"No one could accuse you of being either tongue-tied or missish to-night. You are quite matronly in that black gown."
"Oh, I love to hear about the big things that go on," she said enthusiastically, if irrelevantly, "but men will never talk to me about them. All my life, whenever I'd try really to talk sense to a man, he'd say, 'What wonderful eyes you have,' showing that he hadn't heard one word I'd been saying. They always seem to think that I expect them to tell me how lovely I am. It's the curse of the pretty woman."
"Oh, well, console yourself," he said carelessly. "There are prettier women in the world than you, quantities of them!"
"I—I—suppose so." Dita had rarely been so taken aback. She looked at him a moment like some insulted queen. His eyes, however, were discreetly downcast. "Oh, of course," she said as quickly as she could recover her breath, "of course," her laugh was forced and rang hollowly.
"Oh, yes, don't let your beauty get on your nerves. The world is full of beautiful women. My new amulet—I told you that I had a new one, did I not?—was given me by one of the most beautiful women I ever saw. I have her picture somewhere. I must show it to you."
Mr. Cresswell Hepworth was entirely without design in his choice of topics. He had spoken of some of his great western enterprises because his mind had been more or less occupied with them during the day, and had been so surprised and pleased that these subjects had gained his wife's interests that he had continued the discussion of them. Again, in his seeming disparagement of her beauty, he had merely thought to console her for what she regarded as the constant belittling of her mental endowment, evidently a sore spot in her consciousness.
Dita played with her fork a moment without answering his last remark. She had no right to feel either resentment or irritation. Her sense of justice assured her of that, but she suffered a twinge of both emotions, nevertheless.
"Wallace Martin tells me that good old Hewston made an awful scene when those distorted pictures of Fuschia Fleming and myself appeared in the paper." Hepworth laughed more heartily than usual.
"Oh, do not mention that unspeakable old creature!" she cried petulantly. "Tell me of more interesting things."
"Dita," he spoke to her more earnestly, more self-revealingly she felt than he had ever done before, "I am going to tell you something. When I went west last winter, it was not alone because I was called thither by various business affairs, but because, after thinking the matter all over, I definitely decided that the only thing for me to do was to relieve you of my presence. I was convinced that, although you might not be fully conscious of it, still in the depths of your heart you really loved Gresham. I was also convinced that I loved you infinitely, and that it was quite beyond my power to interest you. But since my return I find myself at sea. The moment I saw you I saw the difference in you, the change that made me revise my former crude, stupid estimates of you. I realize that you are the sort of woman who must have an object, a purpose in life, an expression; in fact, that you set little store by the beauty others praise extravagantly, because it has always been yours. You value it no more than one values the sun and wind. It is achievement that fascinates you, isn't it?"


*Required action:* Make the copy match the entries below exactly, with no pictures carried over.
[[ Task material open ]]
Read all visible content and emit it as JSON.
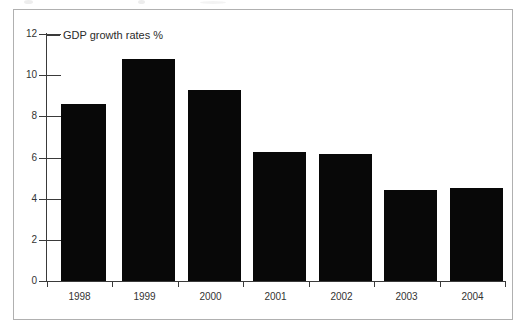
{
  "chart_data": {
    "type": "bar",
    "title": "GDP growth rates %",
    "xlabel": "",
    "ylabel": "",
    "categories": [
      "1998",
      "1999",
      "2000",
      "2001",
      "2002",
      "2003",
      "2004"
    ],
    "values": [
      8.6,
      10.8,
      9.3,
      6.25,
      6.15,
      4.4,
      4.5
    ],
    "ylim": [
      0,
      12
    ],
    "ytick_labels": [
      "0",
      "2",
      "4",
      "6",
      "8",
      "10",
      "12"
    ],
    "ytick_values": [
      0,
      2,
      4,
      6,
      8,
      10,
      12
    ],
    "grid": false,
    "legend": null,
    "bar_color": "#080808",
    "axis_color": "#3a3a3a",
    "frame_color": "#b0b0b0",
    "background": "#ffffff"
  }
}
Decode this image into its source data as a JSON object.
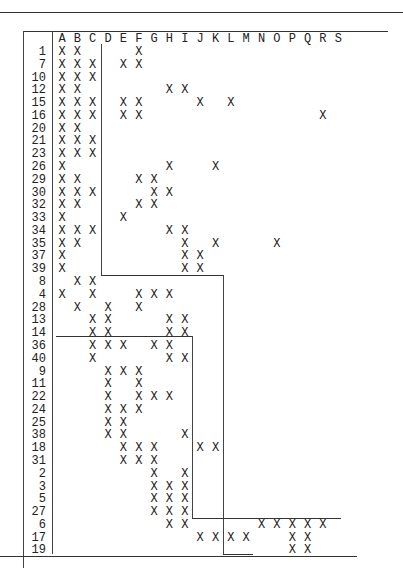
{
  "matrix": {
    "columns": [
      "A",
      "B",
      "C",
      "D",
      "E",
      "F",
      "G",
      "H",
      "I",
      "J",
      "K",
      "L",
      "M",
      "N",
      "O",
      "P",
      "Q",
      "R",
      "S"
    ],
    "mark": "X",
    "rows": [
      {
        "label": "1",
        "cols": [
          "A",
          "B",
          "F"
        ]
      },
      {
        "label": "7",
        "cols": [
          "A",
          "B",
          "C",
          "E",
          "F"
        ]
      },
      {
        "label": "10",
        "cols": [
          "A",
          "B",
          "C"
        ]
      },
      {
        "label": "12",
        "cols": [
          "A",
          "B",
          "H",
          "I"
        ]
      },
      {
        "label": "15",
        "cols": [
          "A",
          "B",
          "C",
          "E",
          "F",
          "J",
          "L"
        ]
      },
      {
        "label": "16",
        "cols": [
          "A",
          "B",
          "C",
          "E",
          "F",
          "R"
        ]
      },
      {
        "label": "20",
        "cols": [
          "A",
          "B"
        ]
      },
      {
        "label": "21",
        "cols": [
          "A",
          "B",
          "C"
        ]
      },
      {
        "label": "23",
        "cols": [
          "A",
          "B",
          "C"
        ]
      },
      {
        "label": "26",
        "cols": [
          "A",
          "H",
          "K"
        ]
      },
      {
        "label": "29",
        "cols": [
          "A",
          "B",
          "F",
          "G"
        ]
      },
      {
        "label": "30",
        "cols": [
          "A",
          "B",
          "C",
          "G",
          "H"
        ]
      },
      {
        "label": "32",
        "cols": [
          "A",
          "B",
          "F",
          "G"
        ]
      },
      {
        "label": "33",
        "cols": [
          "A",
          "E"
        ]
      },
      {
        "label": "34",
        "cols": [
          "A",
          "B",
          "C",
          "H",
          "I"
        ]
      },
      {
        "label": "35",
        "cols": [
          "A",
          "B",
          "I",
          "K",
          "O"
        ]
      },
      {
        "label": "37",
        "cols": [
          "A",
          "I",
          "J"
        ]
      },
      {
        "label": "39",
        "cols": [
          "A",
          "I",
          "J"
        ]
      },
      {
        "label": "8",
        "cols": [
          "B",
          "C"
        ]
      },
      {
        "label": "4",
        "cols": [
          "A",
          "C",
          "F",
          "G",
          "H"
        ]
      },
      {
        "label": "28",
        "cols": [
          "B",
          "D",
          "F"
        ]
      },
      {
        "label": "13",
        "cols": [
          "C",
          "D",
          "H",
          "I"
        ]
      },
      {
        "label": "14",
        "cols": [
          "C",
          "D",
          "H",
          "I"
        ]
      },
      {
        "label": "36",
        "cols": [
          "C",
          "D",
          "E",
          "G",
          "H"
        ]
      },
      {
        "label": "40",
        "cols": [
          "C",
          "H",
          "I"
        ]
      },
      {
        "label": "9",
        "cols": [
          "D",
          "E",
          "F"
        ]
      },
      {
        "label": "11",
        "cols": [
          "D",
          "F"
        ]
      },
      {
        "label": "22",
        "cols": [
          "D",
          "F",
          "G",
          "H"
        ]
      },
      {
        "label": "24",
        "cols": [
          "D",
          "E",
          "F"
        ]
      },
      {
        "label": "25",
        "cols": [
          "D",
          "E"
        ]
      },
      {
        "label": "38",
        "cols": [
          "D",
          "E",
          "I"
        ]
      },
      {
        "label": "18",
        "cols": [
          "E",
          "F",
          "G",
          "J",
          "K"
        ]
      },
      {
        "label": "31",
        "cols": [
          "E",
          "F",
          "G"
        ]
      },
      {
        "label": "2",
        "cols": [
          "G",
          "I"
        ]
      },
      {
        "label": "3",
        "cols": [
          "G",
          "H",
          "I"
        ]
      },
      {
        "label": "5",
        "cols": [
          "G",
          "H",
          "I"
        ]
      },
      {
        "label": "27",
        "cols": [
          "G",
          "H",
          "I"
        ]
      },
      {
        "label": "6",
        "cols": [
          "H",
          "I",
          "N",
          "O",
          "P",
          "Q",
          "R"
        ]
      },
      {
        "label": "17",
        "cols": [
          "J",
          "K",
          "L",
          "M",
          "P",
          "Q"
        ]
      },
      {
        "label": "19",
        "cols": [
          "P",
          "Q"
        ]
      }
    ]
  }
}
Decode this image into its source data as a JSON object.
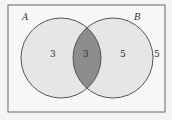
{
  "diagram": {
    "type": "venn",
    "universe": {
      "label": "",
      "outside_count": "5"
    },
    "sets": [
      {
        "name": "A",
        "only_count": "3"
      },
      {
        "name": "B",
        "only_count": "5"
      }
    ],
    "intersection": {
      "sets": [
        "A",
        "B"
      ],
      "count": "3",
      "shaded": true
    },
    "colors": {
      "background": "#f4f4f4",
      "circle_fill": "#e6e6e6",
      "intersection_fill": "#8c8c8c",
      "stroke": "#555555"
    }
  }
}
[[ Task material closed ]]
*Output:*
Read all visible content and emit it as JSON.
{
  "chart_data": {
    "type": "bar",
    "title": "GDP growth rates %",
    "xlabel": "",
    "ylabel": "",
    "categories": [
      "1998",
      "1999",
      "2000",
      "2001",
      "2002",
      "2003",
      "2004"
    ],
    "values": [
      8.6,
      10.8,
      9.3,
      6.25,
      6.15,
      4.4,
      4.5
    ],
    "ylim": [
      0,
      12
    ],
    "ytick_labels": [
      "0",
      "2",
      "4",
      "6",
      "8",
      "10",
      "12"
    ],
    "ytick_values": [
      0,
      2,
      4,
      6,
      8,
      10,
      12
    ],
    "grid": false,
    "legend": null,
    "bar_color": "#080808",
    "axis_color": "#3a3a3a",
    "frame_color": "#b0b0b0",
    "background": "#ffffff"
  }
}
Decode this image into its source data as a JSON object.
{
  "matrix": {
    "columns": [
      "A",
      "B",
      "C",
      "D",
      "E",
      "F",
      "G",
      "H",
      "I",
      "J",
      "K",
      "L",
      "M",
      "N",
      "O",
      "P",
      "Q",
      "R",
      "S"
    ],
    "mark": "X",
    "rows": [
      {
        "label": "1",
        "cols": [
          "A",
          "B",
          "F"
        ]
      },
      {
        "label": "7",
        "cols": [
          "A",
          "B",
          "C",
          "E",
          "F"
        ]
      },
      {
        "label": "10",
        "cols": [
          "A",
          "B",
          "C"
        ]
      },
      {
        "label": "12",
        "cols": [
          "A",
          "B",
          "H",
          "I"
        ]
      },
      {
        "label": "15",
        "cols": [
          "A",
          "B",
          "C",
          "E",
          "F",
          "J",
          "L"
        ]
      },
      {
        "label": "16",
        "cols": [
          "A",
          "B",
          "C",
          "E",
          "F",
          "R"
        ]
      },
      {
        "label": "20",
        "cols": [
          "A",
          "B"
        ]
      },
      {
        "label": "21",
        "cols": [
          "A",
          "B",
          "C"
        ]
      },
      {
        "label": "23",
        "cols": [
          "A",
          "B",
          "C"
        ]
      },
      {
        "label": "26",
        "cols": [
          "A",
          "H",
          "K"
        ]
      },
      {
        "label": "29",
        "cols": [
          "A",
          "B",
          "F",
          "G"
        ]
      },
      {
        "label": "30",
        "cols": [
          "A",
          "B",
          "C",
          "G",
          "H"
        ]
      },
      {
        "label": "32",
        "cols": [
          "A",
          "B",
          "F",
          "G"
        ]
      },
      {
        "label": "33",
        "cols": [
          "A",
          "E"
        ]
      },
      {
        "label": "34",
        "cols": [
          "A",
          "B",
          "C",
          "H",
          "I"
        ]
      },
      {
        "label": "35",
        "cols": [
          "A",
          "B",
          "I",
          "K",
          "O"
        ]
      },
      {
        "label": "37",
        "cols": [
          "A",
          "I",
          "J"
        ]
      },
      {
        "label": "39",
        "cols": [
          "A",
          "I",
          "J"
        ]
      },
      {
        "label": "8",
        "cols": [
          "B",
          "C"
        ]
      },
      {
        "label": "4",
        "cols": [
          "A",
          "C",
          "F",
          "G",
          "H"
        ]
      },
      {
        "label": "28",
        "cols": [
          "B",
          "D",
          "F"
        ]
      },
      {
        "label": "13",
        "cols": [
          "C",
          "D",
          "H",
          "I"
        ]
      },
      {
        "label": "14",
        "cols": [
          "C",
          "D",
          "H",
          "I"
        ]
      },
      {
        "label": "36",
        "cols": [
          "C",
          "D",
          "E",
          "G",
          "H"
        ]
      },
      {
        "label": "40",
        "cols": [
          "C",
          "H",
          "I"
        ]
      },
      {
        "label": "9",
        "cols": [
          "D",
          "E",
          "F"
        ]
      },
      {
        "label": "11",
        "cols": [
          "D",
          "F"
        ]
      },
      {
        "label": "22",
        "cols": [
          "D",
          "F",
          "G",
          "H"
        ]
      },
      {
        "label": "24",
        "cols": [
          "D",
          "E",
          "F"
        ]
      },
      {
        "label": "25",
        "cols": [
          "D",
          "E"
        ]
      },
      {
        "label": "38",
        "cols": [
          "D",
          "E",
          "I"
        ]
      },
      {
        "label": "18",
        "cols": [
          "E",
          "F",
          "G",
          "J",
          "K"
        ]
      },
      {
        "label": "31",
        "cols": [
          "E",
          "F",
          "G"
        ]
      },
      {
        "label": "2",
        "cols": [
          "G",
          "I"
        ]
      },
      {
        "label": "3",
        "cols": [
          "G",
          "H",
          "I"
        ]
      },
      {
        "label": "5",
        "cols": [
          "G",
          "H",
          "I"
        ]
      },
      {
        "label": "27",
        "cols": [
          "G",
          "H",
          "I"
        ]
      },
      {
        "label": "6",
        "cols": [
          "H",
          "I",
          "N",
          "O",
          "P",
          "Q",
          "R"
        ]
      },
      {
        "label": "17",
        "cols": [
          "J",
          "K",
          "L",
          "M",
          "P",
          "Q"
        ]
      },
      {
        "label": "19",
        "cols": [
          "P",
          "Q"
        ]
      }
    ]
  }
}
Decode this image into its source data as a JSON object.
{
  "diagram": {
    "type": "venn",
    "universe": {
      "label": "",
      "outside_count": "5"
    },
    "sets": [
      {
        "name": "A",
        "only_count": "3"
      },
      {
        "name": "B",
        "only_count": "5"
      }
    ],
    "intersection": {
      "sets": [
        "A",
        "B"
      ],
      "count": "3",
      "shaded": true
    },
    "colors": {
      "background": "#f4f4f4",
      "circle_fill": "#e6e6e6",
      "intersection_fill": "#8c8c8c",
      "stroke": "#555555"
    }
  }
}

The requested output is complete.